Introduction

You need Firebase Authentication for two reasons:

  1. Firebase Security Rules rely on Firebase Authentication

  2. Firebase Authentication is ridiculously easy to use

Firebase Auth + Security Rules

Firebase needs a security system. In a traditional database you provide your own security using your API server. Since Firebase is the API server, it needs a programmable way to control read and write access to your data.

When users use your client apps to authenticate with Firebase Authentication they receive a JSON Web Tokens that will identify them to Firebase's security rules system. We'll cover this more later. Just remember that Firebase Authentication will enable your users to interact with the rest of the Firebase platform.

Ease Of Use

Have you ever implemented your own auth system? Yes? Then you know how challenging it can be. If not... then take my word for it and use an off-the-shelf system. Firebase Authentication provides the following auth methods:

  • Email/password

  • Phone

  • OAuth 2

    • Google

    • Facebook

    • Twitter

    • Github

  • Anonymous

  • Custom auth

All of these methods use JSON Web Tokens, also known as JWTs.

JWT is pronounced the same as the English word "jot".

We'll cover JWTs later. Don't worry. They're simple JSON objects.

Email/Password

Email/password auth is exactly what it sounds like. You register an email address and a password with Firebase and it keeps track of your user account.

Phone

Google acquired Twitter Digits in early 2017 and rolled their phone authentication into Firebase Authentication. This means that with minimum fuss you can implement a full SMS-based phone auth flow.

This is particularly great for mobile web apps. Phone authentication is the preferred auth method for many users, especially those outside of the United States.

OAuth 2 (Google, Facebook, Twitter, Github)

OAuth is the fastest auth method, because it relies on accounts that your users already have. Most everyone has either Google, Facebook or Twitter, and developers love Github. OAuth 2 is also the easiest auth flow to implement.

And all of the OAuth providers support multi-factor authentication, which we should all be using.

Anonymous Auth

You may want to interact with a client that hasn't authenticated. If you're developing a shopping cart feature for your app, you may want users to add items to their carts before they've created an account. This is where anonymous auth comes in.

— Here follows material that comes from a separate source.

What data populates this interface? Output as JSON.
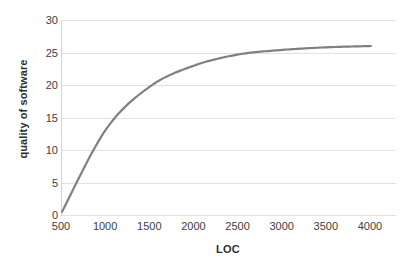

Without some sort of authentication, there's no way for your server to know who it's talking to.

Firebase's data is either entirely open or requires authentication. Any private transaction between the Firebase database and a client app requires authentication or it will be public and could be intercepted by a malicious third party.

There are situations in which you might make your data publicly accessible; however, user transactions with your database are unlikely to fit this model... and that's where anonymous auth comes in.

We won't cover anonymous auth any further except to show how dead simple it is to execute:

firebase
  .auth()
  .signInAnonymously()
  .then(successHandler, errorHandler);

Custom Tokens

Would you like to use a third-party authentication system with Firebase?

Maybe you'd like to authenticate with your company's existing SAML implementation?

That's not a problem. We won't cover custom tokens here except to say that you can use your private auth servers to mint Firebase auth tokens that you can then send to your client applications.

These tokens will allow your client apps to authenticate with Firebase using whatever JWT you create on your server.

Linking multiple auth providers is another topic we won't cover here. Just be aware that you can easily link multiple auth providers to a single account.

For example, your user might register an email/password account and you could prompt her to link her account to Google and Facebook. Your client app can make a couple of easy calls to Firebase Authentication to initiate the linking procedure, and now your user can sign in with Google, Facebook, Twitter or Github.

Alternatively, if your user signed up with an OAuth account, you can prompt her to register a linked email/password combination.